The 7-Zip RCE Flaw (CVE-2026-48095): Inside the Shift Loophole

The 7-Zip RCE Flaw (CVE-2026-48095): Inside the Shift Loophole

posted 2 min read

The security world was recently reminded that some of our most trusted, everyday open-source tools can harbor critical flaws. A major remote code execution (RCE) vulnerability, tracked as CVE-2026-48095, was disclosed in the ubiquitous 7-Zip archive utility.

Impactful up to version 26.00, this flaw allows attackers to compromise a system simply by convincing a user to open or extract a maliciously crafted archive file.

Let’s take a look under the hood at what went wrong in the source code, why it bypassed security controls, and how to protect your codebases and infrastructure.


The Anatomy of the Bug: NtfsHandler.cpp

The vulnerability lies within 7-Zip's internal NTFS archive handler (NtfsHandler.cpp). 7-Zip doesn't just read basic metadata; it parses raw disk images and file system structures to extract files.

The flaw boils down to a Heap Buffer Overflow triggered by a faulty integer arithmetic operation:

  1. The 32-bit Shift Loophole: When calculating memory allocations for compressed internal structures, the code utilizes a 32-bit shift calculation to estimate size limits.
  2. The Under-allocation: An attacker can carefully craft an archive with anomalous data structures that cause this calculation to wrap around or truncate.
  3. The Hijack: As a result, 7-Zip allocates a heap buffer that is significantly smaller than the incoming payload. When the data is written into memory, it triggers an out-of-bounds write. This corrupts neighboring memory objects, leading to a "vtable hijack" that redirects application control flow to malicious code execution.

Why This Evades Standard Email Filters

What makes this particularly dangerous for end-users is that it is extension-agnostic.

7-Zip identifies formats by reading the magic bytes (internal file signatures) rather than trusting the file extension. An attacker can rename a highly malicious, exploited NTFS disk image to vacation_photos.zip or invoice.7z. When a user attempts to open it, 7-Zip automatically routes it to the vulnerable NTFS parsing engine.


️ The DevOps & DevSecOps Reality Check

For developers and operations teams, bugs like this highlight a massive blind spot: Legacy third-party dependencies.

Many enterprise servers, automated CI/CD pipelines, and background microservices rely on command-line utilities like 7-Zip to extract uploaded files, process logs, or ingest data packages. If a service account running an unpatched version of 7-Zip extracts an untrusted user upload, your entire backend container or server could be compromised.

Prevention vs. Detection

When it comes to building your own file-handling logic, catching these structural mathematical errors early is critical. Running a repository scanner—like Debuggix, Semgrep, or SonarQube—as a casual part of your CI/CD pipeline helps catch integer overflows and path traversals in your own code before it gets compiled.

However, for third-party, pre-compiled desktop software like 7-Zip, repository scanners cannot intercept a compiled binary run by a user. For that, you need active patch management and software inventory monitoring.


️ How to Protect Your Systems

If you or your team use 7-Zip, you need to remediate this immediately:

  1. Update to 7-Zip v26.01+: The patch directly modifies the 32-bit memory allocation math in NtfsHandler.cpp to prevent truncation and buffer overflows.
  2. Audit Production Environments: Check your deployment scripts, Dockerfiles, and build servers. Ensure any automated extraction scripts are executing the updated binary.
  3. Sanitize User Uploads: If your application allows users to upload .zip or .7z files, ensure they are unpacked in isolated, sandboxed environments with low-privilege service accounts to limit the blast radius of potential execution.

Have you audited your servers for 7-Zip versions yet? Let’s discuss in the comments how your team manages unmanaged desktop utility dependencies in production!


- _Task directions_
Pictures in the records are to be excluded from an otherwise exact copy.

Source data

────────────────────

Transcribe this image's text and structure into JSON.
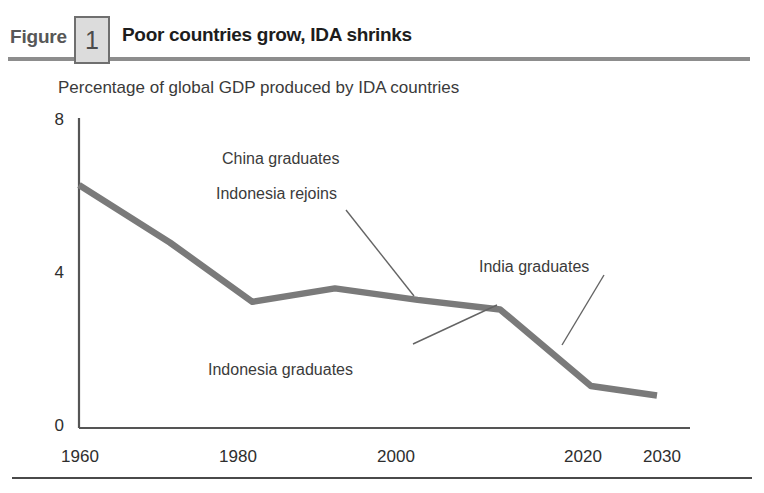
{
  "header": {
    "figure_word": "Figure",
    "figure_number": "1",
    "title": "Poor countries grow, IDA shrinks"
  },
  "chart_data": {
    "type": "line",
    "title": "Poor countries grow, IDA shrinks",
    "subtitle": "Percentage of global GDP produced by IDA countries",
    "xlabel": "",
    "ylabel": "",
    "xlim": [
      1960,
      2034
    ],
    "ylim": [
      0,
      8
    ],
    "grid": false,
    "legend": "none",
    "x_ticks": [
      1960,
      1980,
      2000,
      2020,
      2030
    ],
    "x_tick_labels": [
      "1960",
      "1980",
      "2000",
      "2020",
      "2030"
    ],
    "y_ticks": [
      0,
      4,
      8
    ],
    "y_tick_labels": [
      "0",
      "4",
      "8"
    ],
    "series": [
      {
        "name": "Percentage of global GDP produced by IDA countries",
        "color": "#7a7a7a",
        "x": [
          1960,
          1971,
          1981,
          1991,
          2001,
          2011,
          2022,
          2030
        ],
        "values": [
          6.35,
          4.85,
          3.3,
          3.65,
          3.35,
          3.1,
          1.1,
          0.85
        ]
      }
    ],
    "annotations": [
      {
        "id": "china-graduates",
        "text": "China graduates",
        "x_px": 222,
        "y_px": 150
      },
      {
        "id": "indonesia-rejoins",
        "text": "Indonesia rejoins",
        "x_px": 216,
        "y_px": 185
      },
      {
        "id": "indonesia-graduates",
        "text": "Indonesia graduates",
        "x_px": 208,
        "y_px": 361
      },
      {
        "id": "india-graduates",
        "text": "India graduates",
        "x_px": 479,
        "y_px": 258
      }
    ],
    "leader_lines": [
      {
        "id": "china-indonesia-leader",
        "from": [
          346,
          210
        ],
        "to": [
          414,
          296
        ]
      },
      {
        "id": "indonesia-graduates-leader",
        "from": [
          413,
          344
        ],
        "to": [
          497,
          305
        ]
      },
      {
        "id": "india-graduates-leader",
        "from": [
          562,
          345
        ],
        "to": [
          604,
          275
        ]
      }
    ],
    "axis_color": "#555555",
    "line_color": "#7a7a7a"
  },
  "colors": {
    "line": "#7a7a7a",
    "axis": "#555555",
    "header_rule": "#8d8d8d",
    "footer_rule": "#4a4a4a",
    "title_text": "#1d1d1d",
    "figure_word": "#575757",
    "number_box_fill": "#dcdcdc",
    "number_box_border": "#6f6f6f"
  }
}
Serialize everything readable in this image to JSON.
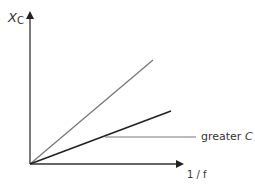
{
  "diagram": {
    "y_axis_label": "X",
    "y_axis_label_sub": "C",
    "x_axis_label": "1 / f",
    "annotation_text": "greater",
    "annotation_var": "C",
    "lines": [
      {
        "name": "smaller-C",
        "from": [
          30,
          164
        ],
        "to": [
          153,
          60
        ],
        "color": "#777777"
      },
      {
        "name": "greater-C",
        "from": [
          30,
          164
        ],
        "to": [
          171,
          111
        ],
        "color": "#222222"
      }
    ]
  }
}
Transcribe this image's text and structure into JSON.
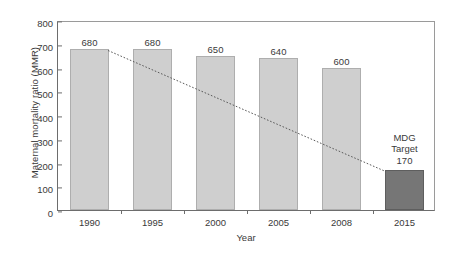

────────────────────

- _Task result_
Transcribe this image's text and structure into JSON.
{
  "header": {
    "figure_word": "Figure",
    "figure_number": "1",
    "title": "Poor countries grow, IDA shrinks"
  },
  "chart_data": {
    "type": "line",
    "title": "Poor countries grow, IDA shrinks",
    "subtitle": "Percentage of global GDP produced by IDA countries",
    "xlabel": "",
    "ylabel": "",
    "xlim": [
      1960,
      2034
    ],
    "ylim": [
      0,
      8
    ],
    "grid": false,
    "legend": "none",
    "x_ticks": [
      1960,
      1980,
      2000,
      2020,
      2030
    ],
    "x_tick_labels": [
      "1960",
      "1980",
      "2000",
      "2020",
      "2030"
    ],
    "y_ticks": [
      0,
      4,
      8
    ],
    "y_tick_labels": [
      "0",
      "4",
      "8"
    ],
    "series": [
      {
        "name": "Percentage of global GDP produced by IDA countries",
        "color": "#7a7a7a",
        "x": [
          1960,
          1971,
          1981,
          1991,
          2001,
          2011,
          2022,
          2030
        ],
        "values": [
          6.35,
          4.85,
          3.3,
          3.65,
          3.35,
          3.1,
          1.1,
          0.85
        ]
      }
    ],
    "annotations": [
      {
        "id": "china-graduates",
        "text": "China graduates",
        "x_px": 222,
        "y_px": 150
      },
      {
        "id": "indonesia-rejoins",
        "text": "Indonesia rejoins",
        "x_px": 216,
        "y_px": 185
      },
      {
        "id": "indonesia-graduates",
        "text": "Indonesia graduates",
        "x_px": 208,
        "y_px": 361
      },
      {
        "id": "india-graduates",
        "text": "India graduates",
        "x_px": 479,
        "y_px": 258
      }
    ],
    "leader_lines": [
      {
        "id": "china-indonesia-leader",
        "from": [
          346,
          210
        ],
        "to": [
          414,
          296
        ]
      },
      {
        "id": "indonesia-graduates-leader",
        "from": [
          413,
          344
        ],
        "to": [
          497,
          305
        ]
      },
      {
        "id": "india-graduates-leader",
        "from": [
          562,
          345
        ],
        "to": [
          604,
          275
        ]
      }
    ],
    "axis_color": "#555555",
    "line_color": "#7a7a7a"
  },
  "colors": {
    "line": "#7a7a7a",
    "axis": "#555555",
    "header_rule": "#8d8d8d",
    "footer_rule": "#4a4a4a",
    "title_text": "#1d1d1d",
    "figure_word": "#575757",
    "number_box_fill": "#dcdcdc",
    "number_box_border": "#6f6f6f"
  }
}
Serialize everything readable in this image to JSON.
{
  "diagram": {
    "y_axis_label": "X",
    "y_axis_label_sub": "C",
    "x_axis_label": "1 / f",
    "annotation_text": "greater",
    "annotation_var": "C",
    "lines": [
      {
        "name": "smaller-C",
        "from": [
          30,
          164
        ],
        "to": [
          153,
          60
        ],
        "color": "#777777"
      },
      {
        "name": "greater-C",
        "from": [
          30,
          164
        ],
        "to": [
          171,
          111
        ],
        "color": "#222222"
      }
    ]
  }
}
Transcribe this image's text and structure into JSON.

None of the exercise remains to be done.